I’m sitting in a bar with a friend, just a few hundred metres from a stretch of remaining Berlin Wall that flanks the river on this side of town. It’s late October, it’s well past dusk, and the rain that has consistently fallen since I arrived in this city is busy reflecting and animating the electric lights of surrounding buildings, passing cars, and the occasional glare of the overhead trains that intermittently rumble past our window. My first impression of this city is that it is hard, brutal, monochrome. Why then do I instantly feel comfortable here?
The bar is ambiguously lit, allowing each table complete anonymity amongst the dark corners of the room. I laughingly describe the décor as ‘heroin-chic’; it is stark and decaying. This isn’t my usual type of haunt, but I do find comfort in it. The graffiti that has grown like wild ivy outside, consuming concrete and metal, appears to have spread its way in through the doorway and infected every aspect of the building with its imperative to communicate. It’s ugly; it’s unflinching; it’s reassuring. It says that Berlin is owned by its people, not by statesmen or sterile corporations.
Adrian Sturrock is a writer, occasional musician, teacher, and ethnic minority (except when in Wales), specialising mostly in observation and unconsidered opinion. He currently lives in Buckinghamshire, England, with wife, Natalie: his travel companion best friend, and the person responsible for keeping him out of trouble on social media. Adrian has written articles for a variety of online publications, as well as having excerpts of his poetry/lyrics displayed alongside those of Benjamin Zephaniah in Luton Town Hall. His first book, The Sat Nav Diaries has achieved a string of 5-star reviews on both sides of the Atlantic, resulting in it being nominated for the 2018 Kindle book Awards. His second book, RANDOM, is due for release in February 2019.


> What you have to do
The output must be the line with "What is the bounding box for human face?" and every following line to the end of the material, exactly as they appear, and nothing else.

> The records
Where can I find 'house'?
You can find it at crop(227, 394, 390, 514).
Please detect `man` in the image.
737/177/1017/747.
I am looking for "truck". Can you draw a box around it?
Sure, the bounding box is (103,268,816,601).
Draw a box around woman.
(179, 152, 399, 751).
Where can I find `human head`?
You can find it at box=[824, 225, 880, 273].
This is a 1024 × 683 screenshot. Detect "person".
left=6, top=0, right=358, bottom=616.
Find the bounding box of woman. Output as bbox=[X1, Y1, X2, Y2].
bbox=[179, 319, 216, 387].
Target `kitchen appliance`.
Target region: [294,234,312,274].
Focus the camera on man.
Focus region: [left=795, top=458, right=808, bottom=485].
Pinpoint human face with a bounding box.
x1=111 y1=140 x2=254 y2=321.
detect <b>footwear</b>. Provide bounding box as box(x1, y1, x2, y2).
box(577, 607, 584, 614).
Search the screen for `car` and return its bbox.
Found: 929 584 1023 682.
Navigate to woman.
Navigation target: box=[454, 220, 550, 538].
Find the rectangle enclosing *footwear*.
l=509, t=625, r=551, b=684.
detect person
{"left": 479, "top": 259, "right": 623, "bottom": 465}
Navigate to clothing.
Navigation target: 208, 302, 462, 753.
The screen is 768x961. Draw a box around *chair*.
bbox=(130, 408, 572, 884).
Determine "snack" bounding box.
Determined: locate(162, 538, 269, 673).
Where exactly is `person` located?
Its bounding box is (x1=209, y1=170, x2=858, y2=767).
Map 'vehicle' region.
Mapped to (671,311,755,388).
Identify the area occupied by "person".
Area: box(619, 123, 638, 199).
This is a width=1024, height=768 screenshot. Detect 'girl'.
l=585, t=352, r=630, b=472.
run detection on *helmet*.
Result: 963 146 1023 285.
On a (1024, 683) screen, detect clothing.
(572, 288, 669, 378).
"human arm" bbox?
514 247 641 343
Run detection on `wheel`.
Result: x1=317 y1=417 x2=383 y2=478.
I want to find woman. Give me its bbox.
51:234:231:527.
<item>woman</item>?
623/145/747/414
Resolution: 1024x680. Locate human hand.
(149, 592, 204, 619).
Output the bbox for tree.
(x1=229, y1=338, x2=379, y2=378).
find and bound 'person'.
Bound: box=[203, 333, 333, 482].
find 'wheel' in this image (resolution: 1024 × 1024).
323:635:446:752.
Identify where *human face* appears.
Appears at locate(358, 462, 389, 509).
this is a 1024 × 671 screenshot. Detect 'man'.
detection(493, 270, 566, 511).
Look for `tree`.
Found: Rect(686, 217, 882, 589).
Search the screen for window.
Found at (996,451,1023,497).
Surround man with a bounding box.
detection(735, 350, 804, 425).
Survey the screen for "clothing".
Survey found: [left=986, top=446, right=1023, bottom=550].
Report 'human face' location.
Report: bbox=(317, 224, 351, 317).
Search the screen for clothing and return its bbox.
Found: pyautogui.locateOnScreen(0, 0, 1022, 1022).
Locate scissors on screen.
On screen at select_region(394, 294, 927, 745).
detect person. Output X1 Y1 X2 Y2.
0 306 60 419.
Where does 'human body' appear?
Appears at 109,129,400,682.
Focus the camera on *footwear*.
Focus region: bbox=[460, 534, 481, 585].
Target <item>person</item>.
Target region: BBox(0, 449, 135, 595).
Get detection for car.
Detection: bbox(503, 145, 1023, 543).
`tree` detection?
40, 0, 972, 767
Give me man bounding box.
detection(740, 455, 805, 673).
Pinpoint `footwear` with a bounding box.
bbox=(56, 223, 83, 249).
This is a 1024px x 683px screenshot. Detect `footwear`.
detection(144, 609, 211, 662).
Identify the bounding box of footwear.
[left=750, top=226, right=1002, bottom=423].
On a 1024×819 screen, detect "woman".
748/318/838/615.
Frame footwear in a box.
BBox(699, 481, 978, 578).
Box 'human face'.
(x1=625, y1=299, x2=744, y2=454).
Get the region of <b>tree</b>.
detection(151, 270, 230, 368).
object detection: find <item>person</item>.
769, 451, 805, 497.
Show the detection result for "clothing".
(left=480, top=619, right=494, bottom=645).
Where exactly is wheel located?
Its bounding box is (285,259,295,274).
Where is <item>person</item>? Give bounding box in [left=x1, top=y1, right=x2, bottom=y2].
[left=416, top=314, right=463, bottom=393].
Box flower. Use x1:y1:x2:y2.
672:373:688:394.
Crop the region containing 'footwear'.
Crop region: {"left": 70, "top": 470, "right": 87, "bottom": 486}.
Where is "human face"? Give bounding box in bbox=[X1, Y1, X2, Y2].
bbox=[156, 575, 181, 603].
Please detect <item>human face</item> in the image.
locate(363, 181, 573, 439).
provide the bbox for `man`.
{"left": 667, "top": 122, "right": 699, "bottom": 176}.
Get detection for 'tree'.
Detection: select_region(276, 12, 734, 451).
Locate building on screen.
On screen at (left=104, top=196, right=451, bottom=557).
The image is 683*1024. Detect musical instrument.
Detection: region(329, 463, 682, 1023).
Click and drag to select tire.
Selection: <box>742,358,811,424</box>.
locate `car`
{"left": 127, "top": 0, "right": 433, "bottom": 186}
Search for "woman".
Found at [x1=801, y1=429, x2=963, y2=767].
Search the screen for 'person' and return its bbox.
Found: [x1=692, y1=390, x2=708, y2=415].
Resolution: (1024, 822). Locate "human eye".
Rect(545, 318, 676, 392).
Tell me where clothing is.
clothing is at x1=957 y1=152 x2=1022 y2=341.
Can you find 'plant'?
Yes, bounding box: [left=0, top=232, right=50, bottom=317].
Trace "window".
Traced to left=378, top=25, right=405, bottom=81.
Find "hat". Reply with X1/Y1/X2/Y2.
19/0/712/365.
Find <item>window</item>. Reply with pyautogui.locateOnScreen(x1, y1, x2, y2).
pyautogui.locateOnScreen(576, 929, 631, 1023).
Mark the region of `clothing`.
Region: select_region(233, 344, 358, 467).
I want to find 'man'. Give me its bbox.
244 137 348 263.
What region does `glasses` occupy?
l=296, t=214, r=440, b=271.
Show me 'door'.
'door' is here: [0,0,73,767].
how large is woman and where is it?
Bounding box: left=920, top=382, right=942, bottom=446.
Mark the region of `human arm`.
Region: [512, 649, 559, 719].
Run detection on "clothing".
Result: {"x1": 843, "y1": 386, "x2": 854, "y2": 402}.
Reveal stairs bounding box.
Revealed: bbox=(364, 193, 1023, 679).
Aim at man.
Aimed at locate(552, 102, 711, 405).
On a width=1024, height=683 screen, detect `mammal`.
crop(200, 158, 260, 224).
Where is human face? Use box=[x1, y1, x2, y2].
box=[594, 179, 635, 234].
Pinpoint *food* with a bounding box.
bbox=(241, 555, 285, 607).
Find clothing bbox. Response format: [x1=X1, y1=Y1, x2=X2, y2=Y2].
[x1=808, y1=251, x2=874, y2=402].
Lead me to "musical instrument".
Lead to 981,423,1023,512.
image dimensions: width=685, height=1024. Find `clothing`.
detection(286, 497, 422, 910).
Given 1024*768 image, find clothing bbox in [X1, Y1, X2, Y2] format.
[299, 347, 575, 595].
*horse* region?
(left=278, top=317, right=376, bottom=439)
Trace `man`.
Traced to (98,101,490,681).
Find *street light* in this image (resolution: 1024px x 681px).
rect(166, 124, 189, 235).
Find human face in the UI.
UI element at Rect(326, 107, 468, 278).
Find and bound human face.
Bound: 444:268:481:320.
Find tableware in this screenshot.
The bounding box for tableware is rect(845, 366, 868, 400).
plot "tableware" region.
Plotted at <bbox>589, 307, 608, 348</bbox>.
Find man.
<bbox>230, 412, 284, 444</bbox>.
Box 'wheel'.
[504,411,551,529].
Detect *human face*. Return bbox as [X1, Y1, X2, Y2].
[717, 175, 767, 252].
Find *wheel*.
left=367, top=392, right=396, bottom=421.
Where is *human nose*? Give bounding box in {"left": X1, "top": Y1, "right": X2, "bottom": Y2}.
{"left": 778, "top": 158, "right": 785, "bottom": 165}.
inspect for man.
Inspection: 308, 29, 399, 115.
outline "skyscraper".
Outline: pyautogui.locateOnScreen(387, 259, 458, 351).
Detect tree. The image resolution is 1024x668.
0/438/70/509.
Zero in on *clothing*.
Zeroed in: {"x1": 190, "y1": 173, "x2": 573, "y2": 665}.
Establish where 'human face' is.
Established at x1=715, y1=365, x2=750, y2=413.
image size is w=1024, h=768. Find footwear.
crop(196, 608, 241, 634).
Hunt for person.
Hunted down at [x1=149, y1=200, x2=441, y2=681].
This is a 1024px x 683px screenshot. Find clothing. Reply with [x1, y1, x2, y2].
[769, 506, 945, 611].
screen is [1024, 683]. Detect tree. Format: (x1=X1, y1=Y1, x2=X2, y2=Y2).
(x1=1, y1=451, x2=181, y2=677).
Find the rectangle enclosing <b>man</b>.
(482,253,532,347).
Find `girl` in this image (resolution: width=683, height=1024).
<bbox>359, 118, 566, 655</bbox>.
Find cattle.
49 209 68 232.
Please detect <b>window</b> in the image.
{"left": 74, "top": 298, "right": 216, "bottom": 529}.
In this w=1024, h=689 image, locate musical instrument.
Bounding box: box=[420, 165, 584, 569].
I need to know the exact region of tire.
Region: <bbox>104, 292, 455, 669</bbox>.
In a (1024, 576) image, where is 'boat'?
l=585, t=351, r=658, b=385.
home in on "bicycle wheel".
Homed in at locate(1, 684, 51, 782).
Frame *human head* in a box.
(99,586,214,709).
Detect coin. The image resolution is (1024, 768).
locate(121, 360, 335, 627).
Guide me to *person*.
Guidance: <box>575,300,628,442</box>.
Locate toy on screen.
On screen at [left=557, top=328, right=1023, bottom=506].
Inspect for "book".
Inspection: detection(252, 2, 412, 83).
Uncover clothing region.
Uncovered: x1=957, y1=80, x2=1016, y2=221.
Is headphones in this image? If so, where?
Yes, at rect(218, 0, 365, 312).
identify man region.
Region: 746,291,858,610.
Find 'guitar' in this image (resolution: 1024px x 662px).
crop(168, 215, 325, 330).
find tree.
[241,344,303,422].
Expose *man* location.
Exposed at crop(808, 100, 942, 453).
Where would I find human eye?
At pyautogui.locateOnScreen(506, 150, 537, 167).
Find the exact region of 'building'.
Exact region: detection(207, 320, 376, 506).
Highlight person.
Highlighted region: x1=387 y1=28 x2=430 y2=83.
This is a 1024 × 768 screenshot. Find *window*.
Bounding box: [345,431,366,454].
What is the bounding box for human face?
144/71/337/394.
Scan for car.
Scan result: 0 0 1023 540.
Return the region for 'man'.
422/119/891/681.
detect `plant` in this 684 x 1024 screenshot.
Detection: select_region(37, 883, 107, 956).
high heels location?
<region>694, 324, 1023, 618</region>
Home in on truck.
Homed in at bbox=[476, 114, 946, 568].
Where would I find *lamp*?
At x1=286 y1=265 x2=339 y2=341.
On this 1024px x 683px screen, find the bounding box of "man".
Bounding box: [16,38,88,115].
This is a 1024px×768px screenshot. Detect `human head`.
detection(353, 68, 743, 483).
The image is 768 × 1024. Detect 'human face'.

> Answer section
What is the bounding box for human face?
144/71/337/394.
Scan for car.
Scan result: 0 0 1023 540.
Return the region for 'man'.
422/119/891/681.
detect `plant` in this 684 x 1024 screenshot.
Detection: select_region(37, 883, 107, 956).
high heels location?
<region>694, 324, 1023, 618</region>
Home in on truck.
Homed in at bbox=[476, 114, 946, 568].
Where would I find *lamp*?
At x1=286 y1=265 x2=339 y2=341.
On this 1024px x 683px screen, find the bounding box of "man".
Bounding box: [16,38,88,115].
This is a 1024px×768px screenshot. Detect `human head`.
detection(353, 68, 743, 483).
The image is 768 × 1024. Detect 'human face'.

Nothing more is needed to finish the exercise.